▶ PROBLEM TO WORK ON
Retype the whole listing that follows so that it matches the original exactly.

▶ RECORDS FOR THE EXERCISE
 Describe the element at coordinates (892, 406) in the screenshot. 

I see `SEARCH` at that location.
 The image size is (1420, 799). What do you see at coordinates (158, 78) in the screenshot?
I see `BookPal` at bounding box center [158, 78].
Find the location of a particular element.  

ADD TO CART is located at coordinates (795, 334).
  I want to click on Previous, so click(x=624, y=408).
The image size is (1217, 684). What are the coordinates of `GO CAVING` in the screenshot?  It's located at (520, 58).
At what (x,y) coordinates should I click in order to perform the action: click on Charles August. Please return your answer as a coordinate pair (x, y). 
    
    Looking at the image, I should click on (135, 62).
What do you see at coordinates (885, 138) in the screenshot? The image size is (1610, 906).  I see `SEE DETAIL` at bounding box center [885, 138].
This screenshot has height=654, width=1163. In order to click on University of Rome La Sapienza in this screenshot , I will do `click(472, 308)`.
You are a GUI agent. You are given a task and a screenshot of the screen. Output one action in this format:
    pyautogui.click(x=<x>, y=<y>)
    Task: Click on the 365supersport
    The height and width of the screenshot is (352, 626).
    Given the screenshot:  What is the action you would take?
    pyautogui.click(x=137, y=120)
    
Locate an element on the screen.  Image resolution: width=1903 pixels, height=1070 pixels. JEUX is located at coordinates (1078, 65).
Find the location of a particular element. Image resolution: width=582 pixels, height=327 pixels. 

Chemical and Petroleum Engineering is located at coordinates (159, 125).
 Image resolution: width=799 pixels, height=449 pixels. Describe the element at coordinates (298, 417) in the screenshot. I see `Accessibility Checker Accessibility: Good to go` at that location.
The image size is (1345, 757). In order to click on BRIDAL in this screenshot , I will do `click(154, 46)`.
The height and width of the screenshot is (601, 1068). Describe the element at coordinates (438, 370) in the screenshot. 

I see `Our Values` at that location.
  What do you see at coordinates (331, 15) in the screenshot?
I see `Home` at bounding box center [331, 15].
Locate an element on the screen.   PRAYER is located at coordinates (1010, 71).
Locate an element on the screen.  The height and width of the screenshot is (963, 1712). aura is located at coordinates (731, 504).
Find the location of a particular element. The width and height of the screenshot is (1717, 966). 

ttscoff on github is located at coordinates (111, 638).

▶ REPLY TO THE TASK
 Describe the element at coordinates (892, 406) in the screenshot. 

I see `SEARCH` at that location.
 The image size is (1420, 799). What do you see at coordinates (158, 78) in the screenshot?
I see `BookPal` at bounding box center [158, 78].
Find the location of a particular element.  

ADD TO CART is located at coordinates (795, 334).
  I want to click on Previous, so click(x=624, y=408).
The image size is (1217, 684). What are the coordinates of `GO CAVING` in the screenshot?  It's located at (520, 58).
At what (x,y) coordinates should I click in order to perform the action: click on Charles August. Please return your answer as a coordinate pair (x, y). 
    
    Looking at the image, I should click on (135, 62).
What do you see at coordinates (885, 138) in the screenshot? The image size is (1610, 906).  I see `SEE DETAIL` at bounding box center [885, 138].
This screenshot has height=654, width=1163. In order to click on University of Rome La Sapienza in this screenshot , I will do `click(472, 308)`.
You are a GUI agent. You are given a task and a screenshot of the screen. Output one action in this format:
    pyautogui.click(x=<x>, y=<y>)
    Task: Click on the 365supersport
    The height and width of the screenshot is (352, 626).
    Given the screenshot:  What is the action you would take?
    pyautogui.click(x=137, y=120)
    
Locate an element on the screen.  Image resolution: width=1903 pixels, height=1070 pixels. JEUX is located at coordinates (1078, 65).
Find the location of a particular element. Image resolution: width=582 pixels, height=327 pixels. 

Chemical and Petroleum Engineering is located at coordinates (159, 125).
 Image resolution: width=799 pixels, height=449 pixels. Describe the element at coordinates (298, 417) in the screenshot. I see `Accessibility Checker Accessibility: Good to go` at that location.
The image size is (1345, 757). In order to click on BRIDAL in this screenshot , I will do `click(154, 46)`.
The height and width of the screenshot is (601, 1068). Describe the element at coordinates (438, 370) in the screenshot. 

I see `Our Values` at that location.
  What do you see at coordinates (331, 15) in the screenshot?
I see `Home` at bounding box center [331, 15].
Locate an element on the screen.   PRAYER is located at coordinates (1010, 71).
Locate an element on the screen.  The height and width of the screenshot is (963, 1712). aura is located at coordinates (731, 504).
Find the location of a particular element. The width and height of the screenshot is (1717, 966). 

ttscoff on github is located at coordinates (111, 638).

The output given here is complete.